In order to convert the palm oil from a liquid to a solid or a semisolid substance, the hydrogenation process is used with catalytic elements such as nickel and chromium, which are highly toxic residues derived from industrial activity.

According to the Registry of Emissions and the Transfer of Contaminants, elaborated by the Secretariat of Environment and Natural Resources, as of 2021, the Oleofinos processer was releasing elements like chromium, nickel, and carbon dioxide into the air, water, and soil in Chinameca.

Mecayapan

Veracruz is the fourth largest producer of palm oil in the country, behind Chiapas, Campeche, and Tabasco. According to the Mexican Federation of Palm Oil, in the south of Veracruz there are more than 9,000 hectares of the monocrop.
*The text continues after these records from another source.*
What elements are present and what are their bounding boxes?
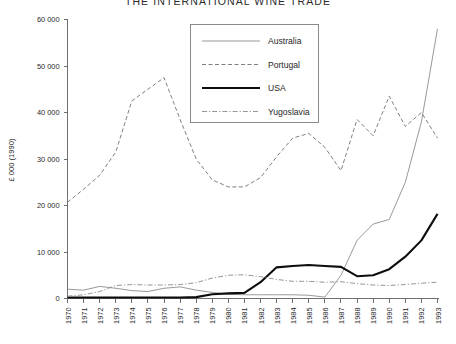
x-tick-label: 1971 bbox=[80, 308, 89, 324]
x-tick-label: 1986 bbox=[321, 308, 330, 324]
x-tick-label: 1992 bbox=[417, 308, 426, 324]
legend-label-yugoslavia: Yugoslavia bbox=[268, 107, 310, 117]
x-tick-label: 1985 bbox=[305, 308, 314, 324]
x-tick-label: 1987 bbox=[337, 308, 346, 324]
x-tick-label: 1988 bbox=[353, 308, 362, 324]
x-tick-label: 1982 bbox=[257, 308, 266, 324]
x-tick-label: 1991 bbox=[401, 308, 410, 324]
y-tick-label: 50 000 bbox=[37, 62, 60, 71]
x-tick-label: 1973 bbox=[112, 308, 121, 324]
x-tick-label: 1974 bbox=[128, 308, 137, 324]
x-axis: 1970197119721973197419751976197719781979… bbox=[64, 299, 443, 324]
chart-legend: AustraliaPortugalUSAYugoslavia bbox=[190, 24, 318, 122]
legend-label-usa: USA bbox=[268, 83, 286, 93]
series-line-yugoslavia bbox=[68, 275, 438, 296]
x-tick-label: 1979 bbox=[208, 308, 217, 324]
x-tick-label: 1970 bbox=[64, 308, 73, 324]
x-tick-label: 1989 bbox=[369, 308, 378, 324]
legend-label-australia: Australia bbox=[268, 36, 302, 46]
x-tick-label: 1984 bbox=[289, 308, 298, 324]
x-tick-label: 1990 bbox=[385, 308, 394, 324]
y-tick-label: 40 000 bbox=[37, 108, 60, 117]
x-tick-label: 1980 bbox=[224, 308, 233, 324]
x-tick-label: 1975 bbox=[144, 308, 153, 324]
x-tick-label: 1977 bbox=[176, 308, 185, 324]
wine-trade-chart: THE INTERNATIONAL WINE TRADE 010 00020 0… bbox=[0, 0, 456, 344]
x-tick-label: 1978 bbox=[192, 308, 201, 324]
x-tick-label: 1983 bbox=[273, 308, 282, 324]
legend-label-portugal: Portugal bbox=[268, 60, 300, 70]
y-tick-label: 10 000 bbox=[37, 248, 60, 257]
y-axis: 010 00020 00030 00040 00050 00060 000£ 0… bbox=[7, 15, 68, 303]
x-tick-label: 1981 bbox=[240, 308, 249, 324]
y-tick-label: 30 000 bbox=[37, 155, 60, 164]
x-tick-label: 1993 bbox=[434, 308, 443, 324]
x-tick-label: 1976 bbox=[160, 308, 169, 324]
y-tick-label: 0 bbox=[55, 294, 59, 303]
y-axis-title: £ 000 (1990) bbox=[7, 138, 16, 182]
y-tick-label: 60 000 bbox=[37, 15, 60, 24]
chart-plot-area: 010 00020 00030 00040 00050 00060 000£ 0… bbox=[0, 0, 456, 344]
y-tick-label: 20 000 bbox=[37, 201, 60, 210]
x-tick-label: 1972 bbox=[96, 308, 105, 324]
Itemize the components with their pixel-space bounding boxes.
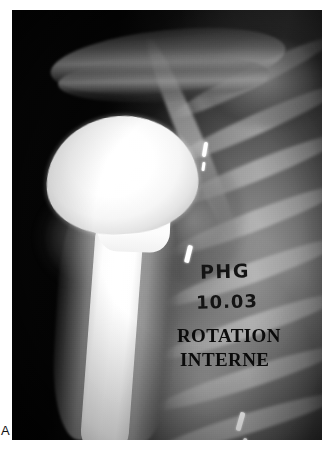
radiograph-image: PHG 10.03 ROTATION INTERNE [12, 10, 322, 440]
figure-panel: PHG 10.03 ROTATION INTERNE A [0, 0, 336, 453]
handwritten-initials: PHG [200, 261, 250, 281]
figure-panel-label: A [1, 424, 10, 437]
view-label-line2: INTERNE [180, 350, 269, 369]
rib-shadow [147, 385, 322, 440]
handwritten-date: 10.03 [196, 292, 258, 312]
clip-lowest-icon [240, 438, 247, 440]
view-label-line1: ROTATION [177, 326, 281, 345]
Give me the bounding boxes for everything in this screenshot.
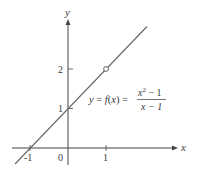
function-annotation: y = f(x) = x2 − 1 x − 1 bbox=[88, 86, 166, 112]
annotation-lhs: y = f(x) = bbox=[88, 94, 128, 106]
y-tick-label-1: 1 bbox=[58, 103, 63, 114]
open-circle-hole-icon bbox=[104, 67, 109, 72]
annotation-numerator: x2 − 1 bbox=[137, 86, 162, 98]
x-tick-label-0: 0 bbox=[58, 152, 63, 163]
x-axis-arrow-icon bbox=[172, 146, 178, 151]
x-axis-label: x bbox=[180, 141, 186, 153]
y-tick-label-2: 2 bbox=[58, 64, 63, 75]
annotation-denominator: x − 1 bbox=[140, 101, 162, 112]
y-axis-label: y bbox=[64, 6, 70, 18]
y-axis-arrow-icon bbox=[66, 19, 71, 25]
x-tick-label-1: 1 bbox=[103, 152, 108, 163]
function-graph: x y -1 0 1 1 2 y = f(x) = x2 − 1 x − 1 bbox=[0, 0, 200, 178]
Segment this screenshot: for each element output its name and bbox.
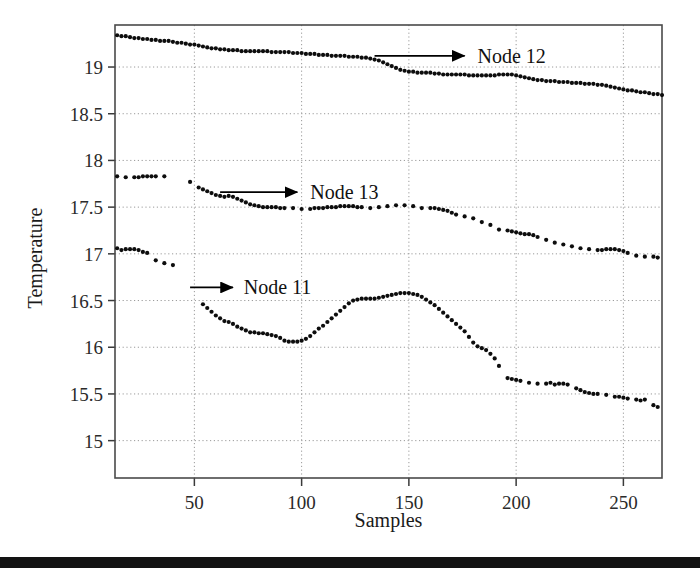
data-point <box>291 340 295 344</box>
data-point <box>463 329 467 333</box>
data-point <box>411 292 415 296</box>
data-point <box>300 51 304 55</box>
data-point <box>347 204 351 208</box>
data-point <box>291 206 295 210</box>
data-point <box>197 185 201 189</box>
data-point <box>518 74 522 78</box>
data-point <box>497 72 501 76</box>
data-point <box>634 397 638 401</box>
data-point <box>531 233 535 237</box>
data-point <box>656 92 660 96</box>
data-point <box>308 52 312 56</box>
data-point <box>531 77 535 81</box>
data-point <box>450 211 454 215</box>
data-point <box>450 72 454 76</box>
data-point <box>128 247 132 251</box>
data-point <box>510 377 514 381</box>
data-point <box>578 81 582 85</box>
data-point <box>463 214 467 218</box>
data-point <box>626 397 630 401</box>
x-tick-label: 50 <box>185 492 204 513</box>
data-point <box>480 220 484 224</box>
data-point <box>390 64 394 68</box>
data-point <box>638 90 642 94</box>
data-point <box>600 248 604 252</box>
data-point <box>265 205 269 209</box>
data-point <box>604 393 608 397</box>
data-point <box>428 71 432 75</box>
data-point <box>124 175 128 179</box>
data-point <box>540 78 544 82</box>
data-point <box>330 205 334 209</box>
data-point <box>274 205 278 209</box>
data-point <box>231 322 235 326</box>
data-point <box>566 80 570 84</box>
data-point <box>334 312 338 316</box>
data-point <box>222 319 226 323</box>
x-tick-label: 100 <box>287 492 316 513</box>
data-point <box>222 195 226 199</box>
data-point <box>295 340 299 344</box>
y-tick-label: 19 <box>84 57 103 78</box>
series-node-13 <box>115 174 660 259</box>
data-point <box>591 392 595 396</box>
y-tick-label: 18 <box>84 150 103 171</box>
data-point <box>377 58 381 62</box>
data-point <box>141 174 145 178</box>
data-point <box>510 72 514 76</box>
data-point <box>257 204 261 208</box>
data-point <box>321 53 325 57</box>
data-point <box>660 93 664 97</box>
data-point <box>278 50 282 54</box>
data-point <box>505 228 509 232</box>
data-point <box>475 73 479 77</box>
data-point <box>308 334 312 338</box>
data-point <box>437 307 441 311</box>
data-point <box>402 69 406 73</box>
data-point <box>342 204 346 208</box>
data-point <box>553 383 557 387</box>
footer-rule <box>0 557 700 568</box>
data-point <box>518 231 522 235</box>
series-node-11 <box>115 246 660 409</box>
data-point <box>162 39 166 43</box>
data-point <box>257 49 261 53</box>
data-point <box>407 70 411 74</box>
data-point <box>621 396 625 400</box>
data-point <box>604 247 608 251</box>
data-point <box>578 246 582 250</box>
data-point <box>445 72 449 76</box>
data-point <box>261 331 265 335</box>
data-point <box>351 298 355 302</box>
data-point <box>553 79 557 83</box>
data-point <box>570 244 574 248</box>
data-point <box>441 72 445 76</box>
data-point <box>471 73 475 77</box>
data-point <box>394 203 398 207</box>
data-point <box>467 335 471 339</box>
x-tick-label: 200 <box>502 492 531 513</box>
data-point <box>493 73 497 77</box>
data-point <box>484 348 488 352</box>
data-point <box>651 255 655 259</box>
data-point <box>385 204 389 208</box>
data-point <box>433 206 437 210</box>
data-point <box>355 205 359 209</box>
y-tick-label: 15 <box>84 431 103 452</box>
data-point <box>553 241 557 245</box>
data-point <box>119 248 123 252</box>
data-point <box>372 297 376 301</box>
data-point <box>535 382 539 386</box>
data-point <box>269 333 273 337</box>
data-point <box>325 53 329 57</box>
data-point <box>608 247 612 251</box>
data-point <box>510 229 514 233</box>
data-point <box>514 378 518 382</box>
data-point <box>643 90 647 94</box>
data-point <box>596 83 600 87</box>
data-point <box>128 35 132 39</box>
data-point <box>574 386 578 390</box>
data-point <box>205 45 209 49</box>
data-point <box>124 34 128 38</box>
data-point <box>252 49 256 53</box>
Between the municipalities of Acayucan and Mecayapan there is 40% (3,169.5 hectares) of palm oil plantations in the region and state. Mecayapan is the largest producer, registering in 2021 21% of Veracruz’s total production, with more than 15,000 tons of fresh fruit bunches.

Photo: Aldo Santiago

Beyond private investment, the state has supported with the distribution of tons of chemical fertilizers like “Triple 17” to thousands of farmers in the south of Veracruz.

The Mexican Council for the Development of Oil Palm has localized between 2 and 4 million hectares that have high or medium potential for the production of palm oil in the states of Veracruz, Tabasco, Chiapas, and Campeche.

You might be interested in- La Encrucijada’s Dilemma: The Greenwashing of Oil Pal

An analysis carried out by the Centro de Estudios para el Cambio en el campo Mexicano and the organization Mexico Via Berlin, highlights that the northern region of Acayucan and Mecayapan are expanding along the highways. The acceleration of expansion in the region interconnects with the Interoceanic Corridor and the Maya Train.

Photo: Aldo Santiago

Jáltipan

Petroleum coke is a residue from oil refining activities, and a derivative of coal. It is used as fuel for electric generators and has a high level of sulfur causing environmental problems.

Photo: Aldo Santiago

For more than ten years, in the municipality of Jáltipan, which has more than 40,000 inhabitants, a coke storage plant has been operating. Inhabitants claim that it is a source of contamination because the material is found in large quantities and in the open air.

Environmental organizations such as Chogosteros en Acción say that this contaminant causes illnesses ranging from pneumonia and pulmonary fibrosis to liver and kidney failure, deformities, miscarriages, and cancer.

Photo: Aldo Santiago

The property is owned by the Spanish company ADN Energía, which since July of 2013 has commercialized more than 1 million tons of petroleum coke a year. The population of the region says that the company installed the open-air coke collection area above freshwater springs, covering a surface area of more than 25 hectares.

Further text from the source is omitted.